What Is Gravity?
Have you ever wondered why you always fall back to the ground with a bump, no matter how high you jump? People were asking the same question 340 years ago. Then a British scientist named Isaac Newton discovered the force of gravity.
The story tells how Isaac was in his garden when an apple fell on his head. While he was rubbing his bruise, he began to wonder why the apple had struck him and not shot upwards instead.
Newton came up with the idea that some unseen force must attract the apple towards the Earth. He named this force “gravity” - from the Latin word “gravitas”, meaning “weight”.
Newton realised that every object in the Universe attracts every other object in the Universe. Even an apple tugs slightly at everything around it.
It is gravity that holds the Moon in orbit around the Earth, and gravity that enables the Sun to hold onto its family of planets. The pull of the Sun and Moon also causes Earth’s ocean tides.
However, the strength of gravity depends on the size and density of an object – what scientists call its “mass”. The tiny apple’s gravity is too weak to overcome the attraction of the huge Earth, so it falls towards the centre of the planet.
Gravity’s pull by an object decreases with distance from it. A climber on top of Mt. Everest weighs a little less than at sea level. If a spaceship travels far enough from Earth, it will eventually escape the planet’s pull completely.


**INSTRUCTIONS FOR THE TASK:**
Your answer should be the records, restated word for word.

**EXTRACTED MATERIAL:**

- - -

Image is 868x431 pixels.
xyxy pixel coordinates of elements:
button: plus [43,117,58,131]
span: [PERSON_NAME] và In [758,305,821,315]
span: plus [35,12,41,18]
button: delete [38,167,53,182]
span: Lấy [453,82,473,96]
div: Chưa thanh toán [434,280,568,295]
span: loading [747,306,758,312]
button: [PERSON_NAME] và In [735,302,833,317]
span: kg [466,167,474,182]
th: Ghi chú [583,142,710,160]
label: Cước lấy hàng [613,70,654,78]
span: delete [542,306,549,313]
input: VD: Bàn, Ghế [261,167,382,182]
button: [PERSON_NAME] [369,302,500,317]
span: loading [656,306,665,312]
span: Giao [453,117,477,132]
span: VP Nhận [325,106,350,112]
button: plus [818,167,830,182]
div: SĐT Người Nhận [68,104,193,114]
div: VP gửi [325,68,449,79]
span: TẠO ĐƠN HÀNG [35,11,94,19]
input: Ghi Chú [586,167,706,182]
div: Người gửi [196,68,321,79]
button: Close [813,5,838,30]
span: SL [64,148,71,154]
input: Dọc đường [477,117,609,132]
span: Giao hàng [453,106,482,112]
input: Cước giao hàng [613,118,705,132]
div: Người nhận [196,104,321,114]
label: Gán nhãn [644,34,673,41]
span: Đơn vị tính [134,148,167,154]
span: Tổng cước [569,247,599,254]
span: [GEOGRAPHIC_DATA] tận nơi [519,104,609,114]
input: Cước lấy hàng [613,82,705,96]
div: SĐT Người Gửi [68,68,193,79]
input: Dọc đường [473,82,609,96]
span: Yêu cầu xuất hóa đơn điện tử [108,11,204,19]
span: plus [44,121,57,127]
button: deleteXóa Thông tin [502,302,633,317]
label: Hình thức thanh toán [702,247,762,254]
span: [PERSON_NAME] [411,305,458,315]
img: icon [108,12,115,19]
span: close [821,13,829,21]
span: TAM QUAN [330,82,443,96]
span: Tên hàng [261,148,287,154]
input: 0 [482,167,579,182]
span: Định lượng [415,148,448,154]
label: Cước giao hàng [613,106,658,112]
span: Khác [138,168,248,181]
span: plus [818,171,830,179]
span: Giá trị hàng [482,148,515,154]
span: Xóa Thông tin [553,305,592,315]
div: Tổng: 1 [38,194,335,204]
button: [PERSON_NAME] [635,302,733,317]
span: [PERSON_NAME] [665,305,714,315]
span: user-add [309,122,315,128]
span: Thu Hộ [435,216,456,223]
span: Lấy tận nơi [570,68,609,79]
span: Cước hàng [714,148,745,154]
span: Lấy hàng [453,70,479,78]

- - -

**TASK RESPONSE:**
Image is 868x431 pixels.
xyxy pixel coordinates of elements:
button: plus [43,117,58,131]
span: [PERSON_NAME] và In [758,305,821,315]
span: plus [35,12,41,18]
button: delete [38,167,53,182]
span: Lấy [453,82,473,96]
div: Chưa thanh toán [434,280,568,295]
span: loading [747,306,758,312]
button: [PERSON_NAME] và In [735,302,833,317]
span: kg [466,167,474,182]
th: Ghi chú [583,142,710,160]
label: Cước lấy hàng [613,70,654,78]
span: delete [542,306,549,313]
input: VD: Bàn, Ghế [261,167,382,182]
button: [PERSON_NAME] [369,302,500,317]
span: loading [656,306,665,312]
span: Giao [453,117,477,132]
span: VP Nhận [325,106,350,112]
button: plus [818,167,830,182]
div: SĐT Người Nhận [68,104,193,114]
div: VP gửi [325,68,449,79]
span: TẠO ĐƠN HÀNG [35,11,94,19]
input: Ghi Chú [586,167,706,182]
div: Người gửi [196,68,321,79]
button: Close [813,5,838,30]
span: SL [64,148,71,154]
input: Dọc đường [477,117,609,132]
span: Giao hàng [453,106,482,112]
input: Cước giao hàng [613,118,705,132]
div: Người nhận [196,104,321,114]
label: Gán nhãn [644,34,673,41]
span: Đơn vị tính [134,148,167,154]
span: Tổng cước [569,247,599,254]
span: [GEOGRAPHIC_DATA] tận nơi [519,104,609,114]
input: Cước lấy hàng [613,82,705,96]
div: SĐT Người Gửi [68,68,193,79]
input: Dọc đường [473,82,609,96]
span: Yêu cầu xuất hóa đơn điện tử [108,11,204,19]
span: plus [44,121,57,127]
button: deleteXóa Thông tin [502,302,633,317]
label: Hình thức thanh toán [702,247,762,254]
span: [PERSON_NAME] [411,305,458,315]
img: icon [108,12,115,19]
span: close [821,13,829,21]
span: TAM QUAN [330,82,443,96]
span: Tên hàng [261,148,287,154]
input: 0 [482,167,579,182]
span: Định lượng [415,148,448,154]
label: Cước giao hàng [613,106,658,112]
span: Khác [138,168,248,181]
span: plus [818,171,830,179]
span: Giá trị hàng [482,148,515,154]
span: Xóa Thông tin [553,305,592,315]
div: Tổng: 1 [38,194,335,204]
button: [PERSON_NAME] [635,302,733,317]
span: [PERSON_NAME] [665,305,714,315]
span: user-add [309,122,315,128]
span: Thu Hộ [435,216,456,223]
span: Lấy tận nơi [570,68,609,79]
span: Cước hàng [714,148,745,154]
span: Lấy hàng [453,70,479,78]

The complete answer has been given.